Friday, April 24, 2009

Art for Credit - Part 1

Last quarter I had a couple of opportunities to propose and submit art projects in lieu of traditional written assignments for my Seminary class-work. This might seem strange for a graduate school. I suspect it owes a lot to the pedagogical open-mindedness of Drs. Erin Dufault-Hunter and John Goldingay who left room in their syllabuses for such things. It also owes a lot to something called the Brehm Center for Worship Theology and the Arts which is an institute on our campus, working to remind that God created us and thus we aught to see our own tendency and need to create as a part of our participation in His image.





Art for Credit: Writings

I first attempted this for Dr. Goldingay in his Old Testament Writings course. I learned a great deal about the way that scripture, particularly the Psalms teach us to pray with honesty out of our experience. This connected directly to several experiences I had working as a chaplain in the hospital.





Here is what Dr. John's syllabus says about how one might do such a thing:
"(3) You can do something “creative” (e.g., poetry, art, music) for the second paper. Here are the rules for that.

1. Check out with me what you propose to do.
2. Remember that what I have to judge is how/what you have learned from the scriptures we studied. Your project should be a means of discovering something about the scriptures and expressing it that you could not have done by means of a regular paper. You can turn in any form of art that enables me to see that.
3. Sermons, teaching outlines, and the like do not count as “something creative” in this connection, because they are more designed to communicate than to discover or express, and it is thus hard to tell from them whether they reflect sufficient graduate-level engagement.
4. Most forms of art need to be accompanied by two pages of interpretation. Poetry might be an exception.
5. An artistically profound piece has a head start because its artistic nature should reveal part of the answer to that question. A more amateur piece may need more reflection in the accompanying pages of interpretation."
There are a few more items but this is the core of the concept. So I set out to make a connection between what I was learning in scripture about prayer by means of painting a picture of an experience I had once of a profoundly honest and transformative prayer I witnessed in the hospital.

If you are someone who is involved in teaching people things, especially religious and spiritual things, I hope you will consider adding something like Dr. John's clause quoted above into your syllabus or lesson plans. It was uniquely challenging and a different way of seeing where my life and the Bible come together.

If you're concerned about whether there's enough evidence that learning took place, for "credit" then you can take a look at my explanation. Here.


■ **Your task**
As you reproduce every line below, keep it exactly as written and leave out the images.

■ **Data to use**

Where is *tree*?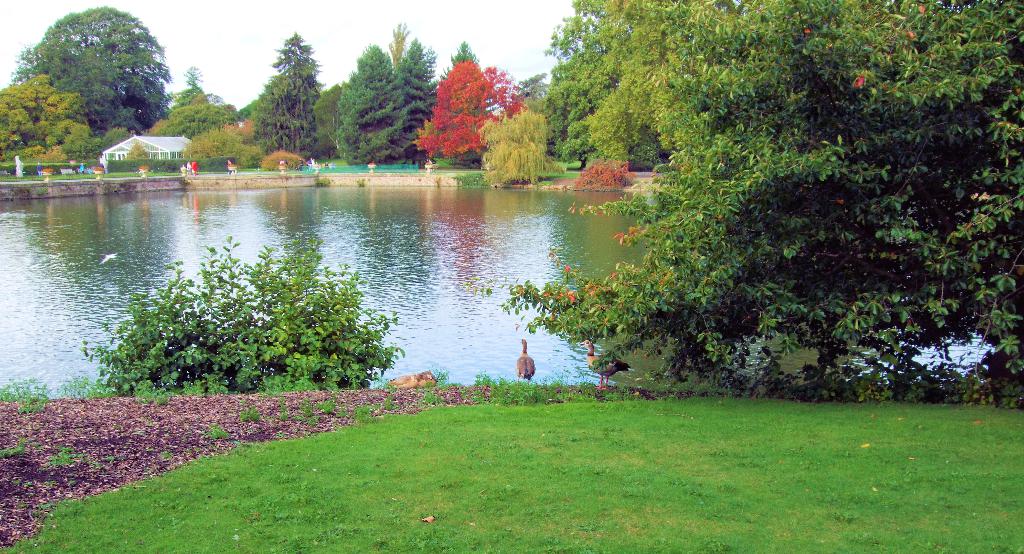
(x1=0, y1=70, x2=95, y2=170).
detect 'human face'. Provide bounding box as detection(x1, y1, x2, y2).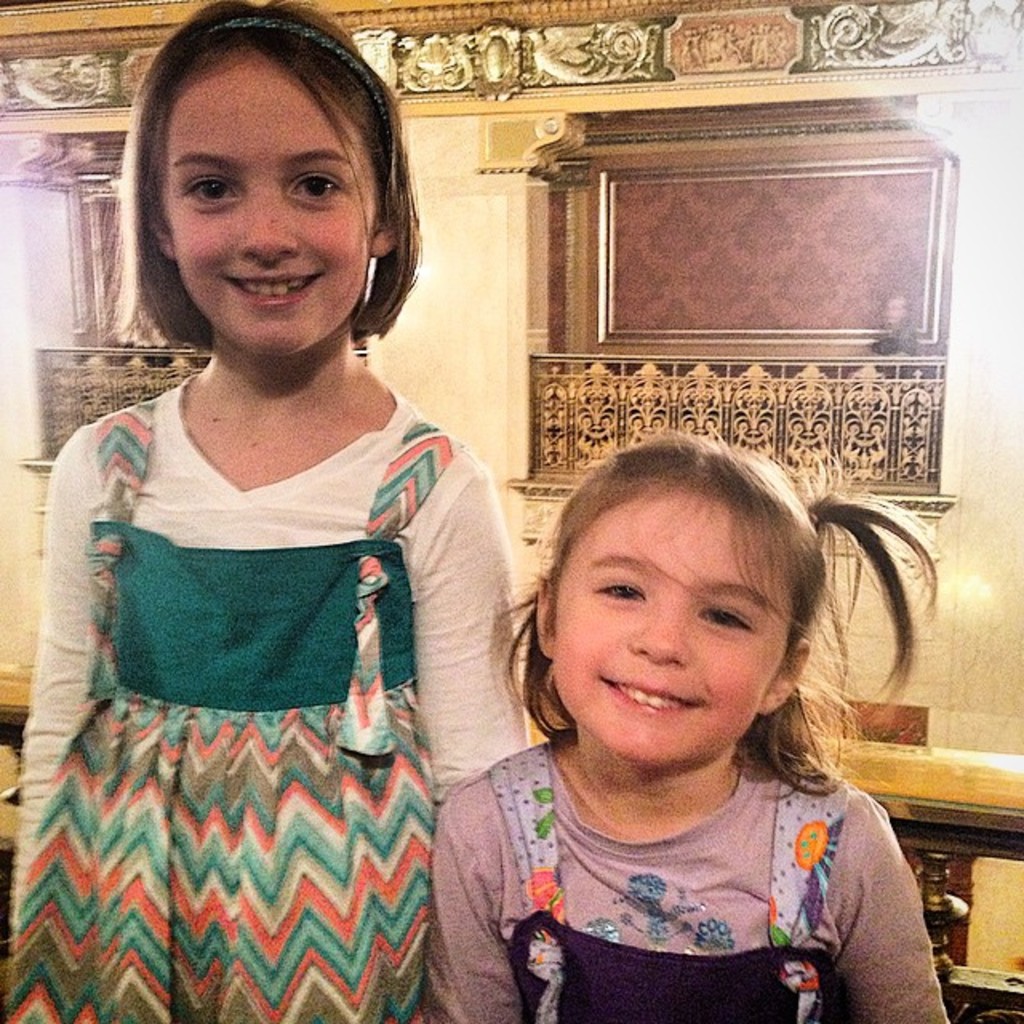
detection(166, 51, 378, 357).
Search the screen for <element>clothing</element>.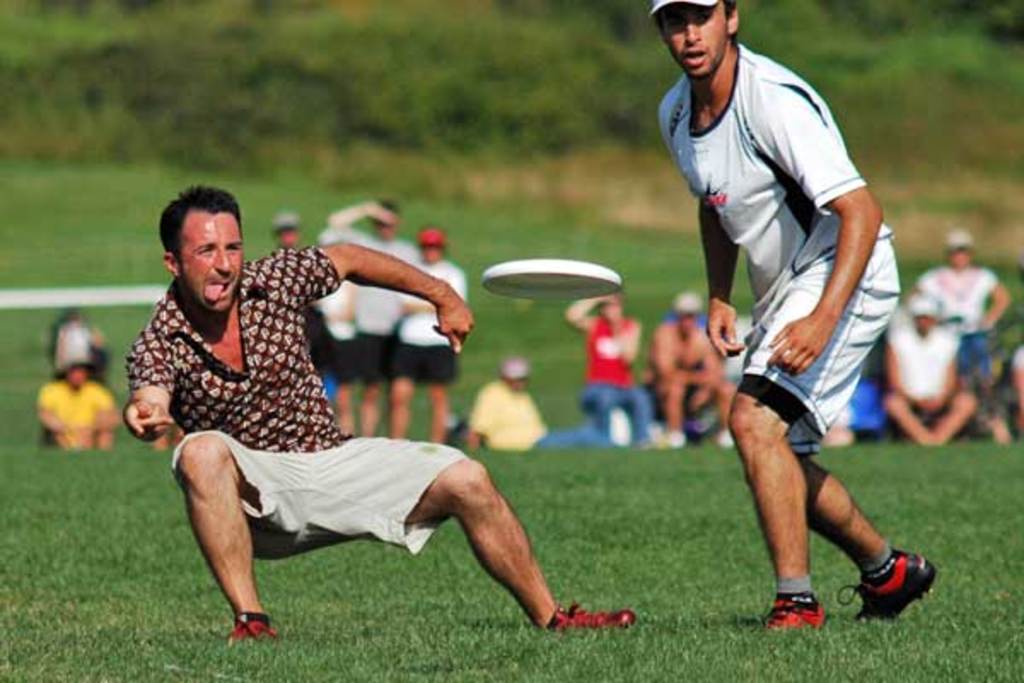
Found at Rect(118, 249, 464, 557).
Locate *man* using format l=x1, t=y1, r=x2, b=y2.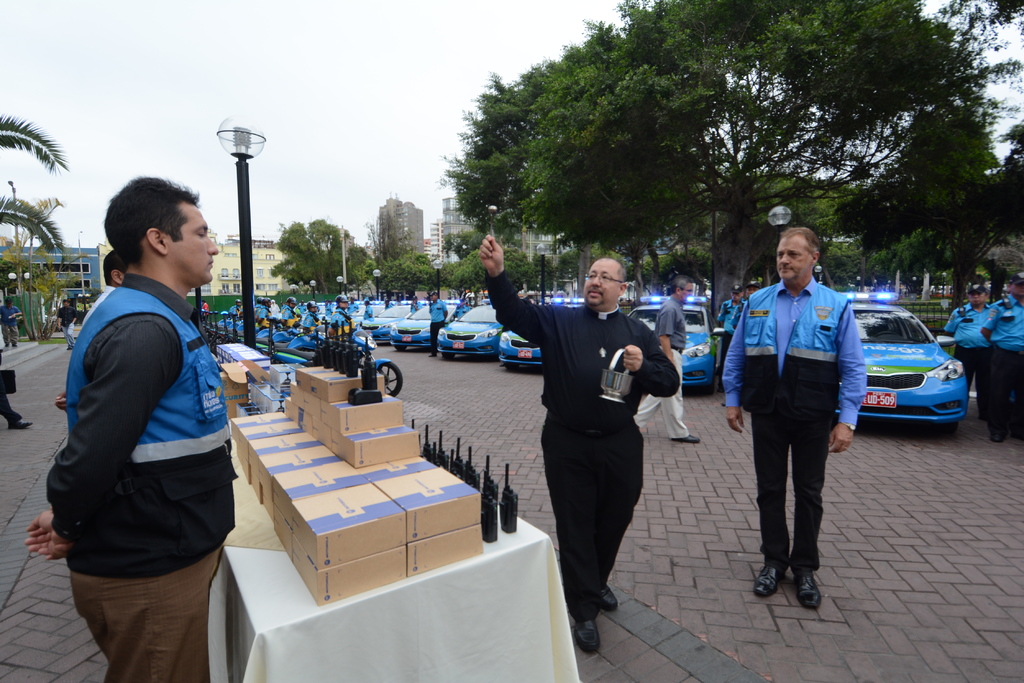
l=422, t=287, r=449, b=362.
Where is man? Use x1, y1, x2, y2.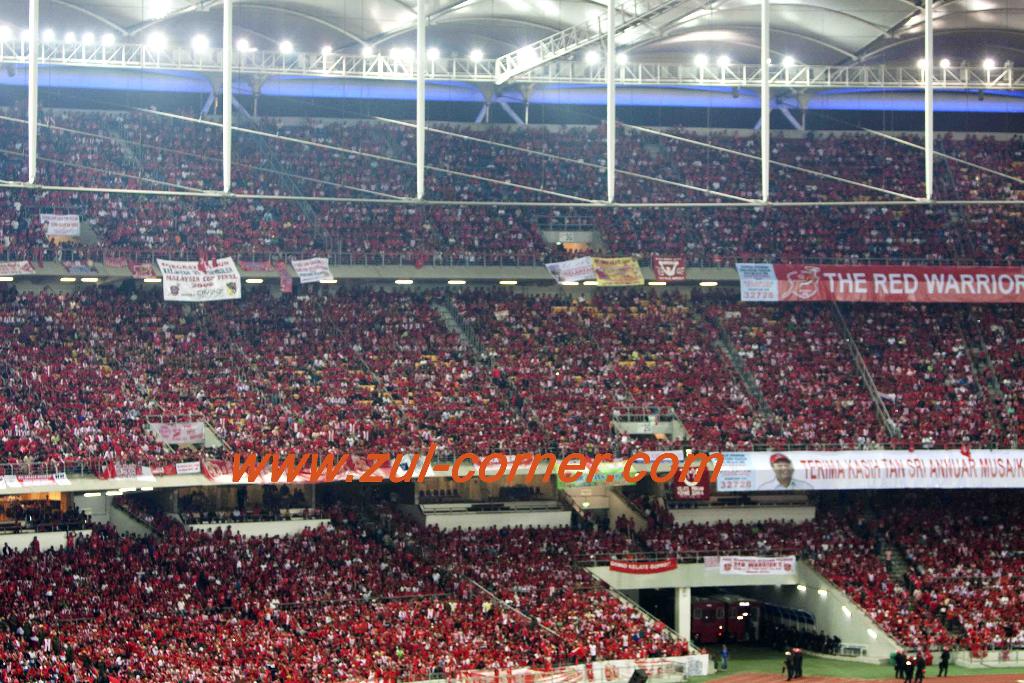
895, 649, 902, 673.
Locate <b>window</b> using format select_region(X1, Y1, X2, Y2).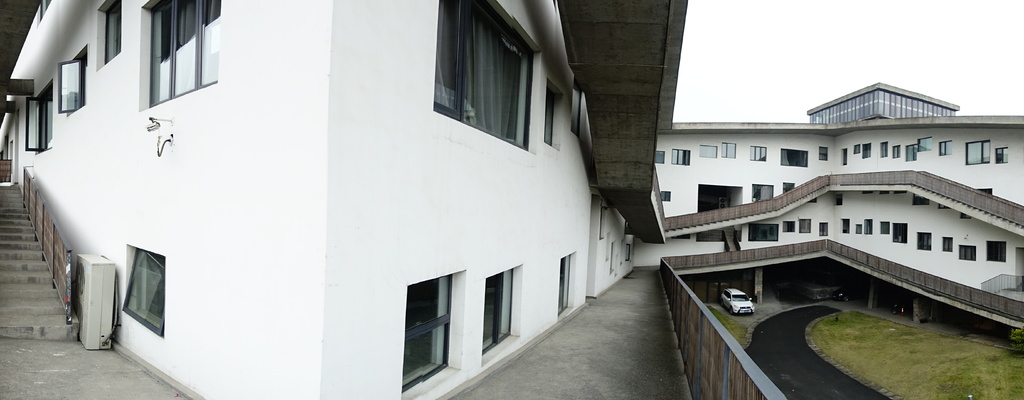
select_region(22, 81, 52, 155).
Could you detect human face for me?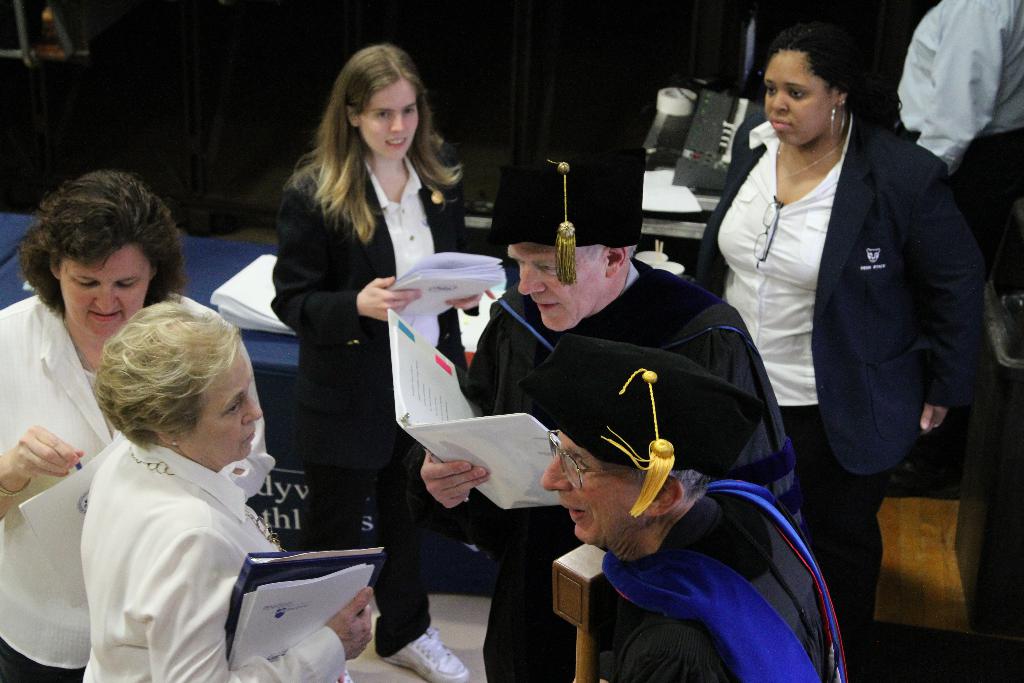
Detection result: 358 79 419 159.
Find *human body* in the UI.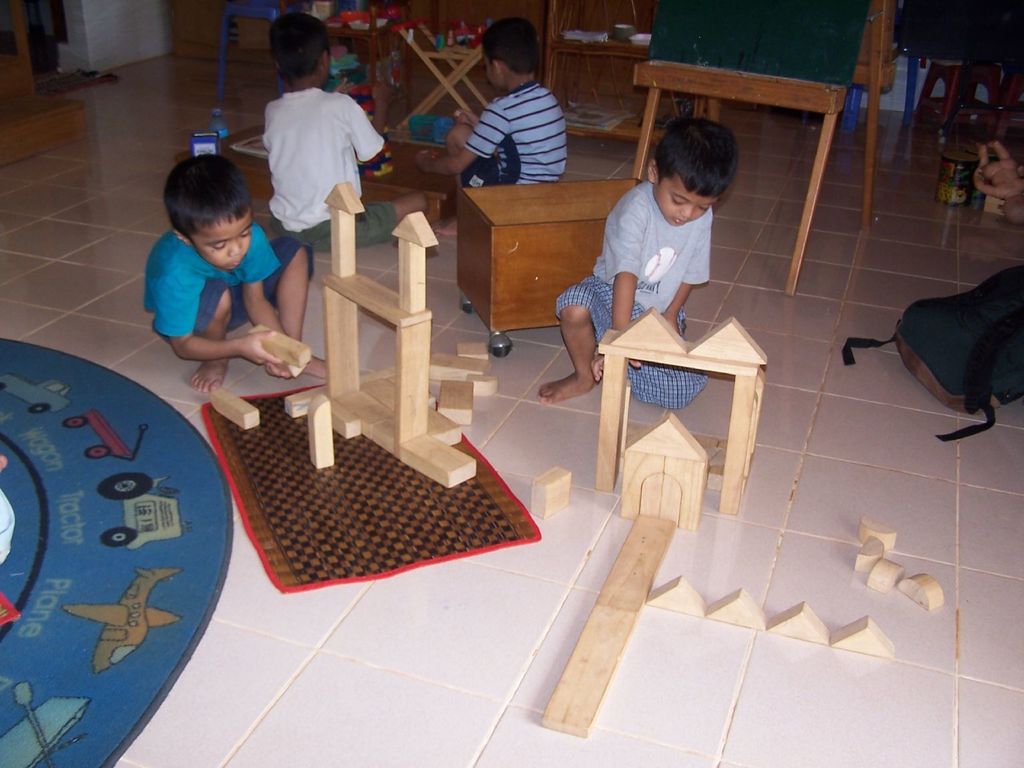
UI element at [414,13,568,213].
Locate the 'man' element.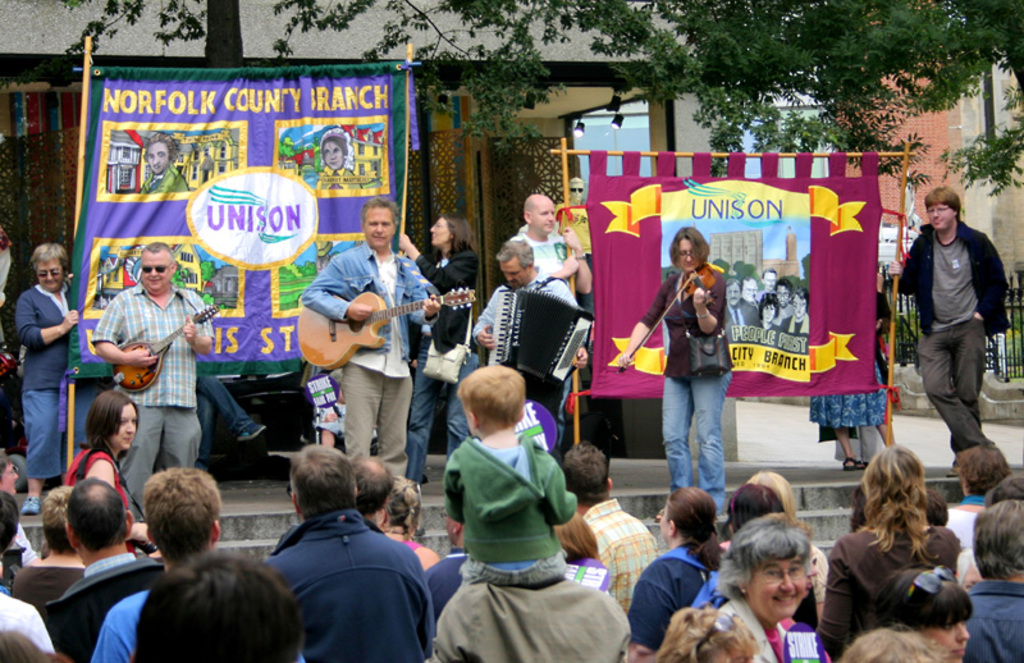
Element bbox: 0:239:93:466.
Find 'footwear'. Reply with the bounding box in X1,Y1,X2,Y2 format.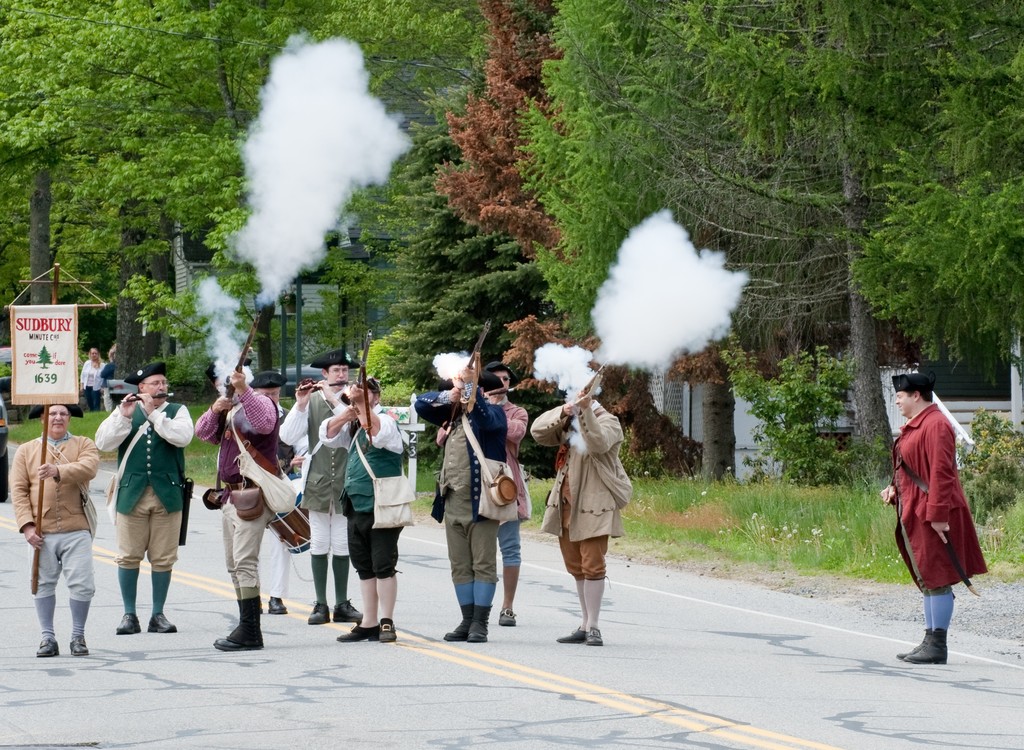
38,637,58,656.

■ **Exercise output**
Where is *tree*?
(x1=0, y1=70, x2=95, y2=170).
detect 'human face'. Provide bounding box as detection(x1, y1, x2, y2).
detection(166, 51, 378, 357).
Search the screen for <element>clothing</element>.
Found at Rect(118, 249, 464, 557).
Locate *man* using format l=x1, t=y1, r=x2, b=y2.
l=422, t=287, r=449, b=362.
Where is man? Use x1, y1, x2, y2.
895, 649, 902, 673.
Locate <b>window</b> using format select_region(X1, Y1, X2, Y2).
select_region(22, 81, 52, 155).
Could you detect human face for me?
Detection result: 358 79 419 159.
Find *human body* in the UI.
UI element at [414,13,568,213].
Locate the 'man' element.
Element bbox: 0:239:93:466.
Find 'footwear'. Reply with the bounding box in X1,Y1,X2,Y2 format.
38,637,58,656.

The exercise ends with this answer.